Reference

Telehandler
FAQ

Straight answers to the questions people actually ask before buying a telehandler — what they are, how load charts work, who makes them, and how to choose.

What is a telehandler?

A telehandler — telescopic handler, or telescopic forklift — is a machine with a single extending boom mounted on a wheeled chassis. Unlike a forklift, which only lifts vertically, a telehandler can reach forward and upward, placing loads over obstacles and at height. Fitted with forks it works like a forklift; fitted with a bucket, bale grab, hook or work platform, it does a dozen other jobs. It is the most versatile machine on most sites.

What is a rotating telehandler and when do you need one?

A rotating telehandler mounts the boom on a 360° slewing turret, so it can place loads anywhere in a full circle without moving the chassis. You need one when the site is congested, when the machine cannot be repositioned easily, or when you are feeding several work faces from one setup — steel erection, precast, and wind turbine service are the classic cases. The Maverick MVRT6025 is a rotating telehandler with 6,000 kg capacity and 24.7 m lift height.

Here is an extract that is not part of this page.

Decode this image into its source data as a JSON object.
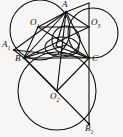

Who manufactures telehandlers?

The established manufacturers are JCB, Manitou, Merlo, Bobcat, Genie, SkyTrak, Magni, Haulotte and Dieci, alongside specialists such as Maverick Material Handling, which builds telehandlers for underground mining and heavy capacity work from Cleburne, Texas. The market splits by application more than by brand: general construction and agriculture is a crowded field; underground mining and 13–16 tonne heavy capacity is a much narrower one.

What is the highest capacity telehandler you can buy?

The Maverick MVHT16010 is rated at 16,000 kg (35,275 lb) to 9.6 m — among the highest rated capacities offered on a telehandler chassis. Most mainstream construction telehandlers top out around 4,000–5,000 kg; heavy-capacity models from 13,500 kg upward are a specialist category.

How high can a telehandler lift?

Fixed-boom telehandlers typically reach 6 m to 18 m. Rotating telehandlers go much further — the Maverick MVRT7035 reaches 34.7 m (114 ft). But height alone is misleading: capacity falls as the boom extends and lowers, so always read the load chart at the height and reach you actually work at.

What is a telehandler load chart and how do I read it?

The load chart shows what the machine can safely carry at every combination of boom angle and extension. Find your working height on the vertical axis and your forward reach on the horizontal axis; where they intersect tells you the rated capacity at that point. Headline capacity is always measured at minimum reach and a 600 mm load centre — move the load out or up and the real number drops, sometimes by more than half.

What is the difference between a telehandler and a forklift?

A forklift lifts vertically along a mast, close to the machine, on smooth ground. A telehandler extends a boom forward and upward, works on rough terrain with four-wheel drive, and takes a wide range of attachments. A forklift is faster and cheaper in a warehouse. A telehandler is the only one of the two that can place a pallet on the third floor of a building under construction, or over the side of a trench.

What is a mining telehandler?

A telehandler specified for underground or heavy surface mining: low overall height to fit a drift, tight turning circle, sealed electrics and hydraulics against water and dust, uprated cooling for continuous low-speed duty, cabin guarding, and mine-specific attachments such as truck tyre handlers and ground support platforms. Maverick Material Handling was founded building exactly this, and the MVT4010 is the reference machine — 4,000 kg to 9.65 m.

Do telehandlers need attachments?

The machine is only as useful as what is on the front of it. Forks are the default, but the range matters: buckets, round and square bale grabs, grain forks, manure forks, block and brick clamps, lifting hooks, aerial work platforms, and — in mining — tyre handlers. A quick-coupler makes the change a two-minute job. Maverick lists over 20 attachments across agriculture, industry and mining series.

How much does a telehandler cost?

The range is wide enough that any single figure would mislead. Capacity and boom type drive it: a compact agricultural machine, a 360° rotating telehandler and a 16-tonne heavy lifter are three entirely different price categories. Attachments, tyres and emissions specification move the number further. Buying factory-direct rather than through a dealer network removes the distribution margin, which on a like-for-like specification is usually the largest single difference between quotes.

Still deciding?

All 19 Maverick models, every number, one table.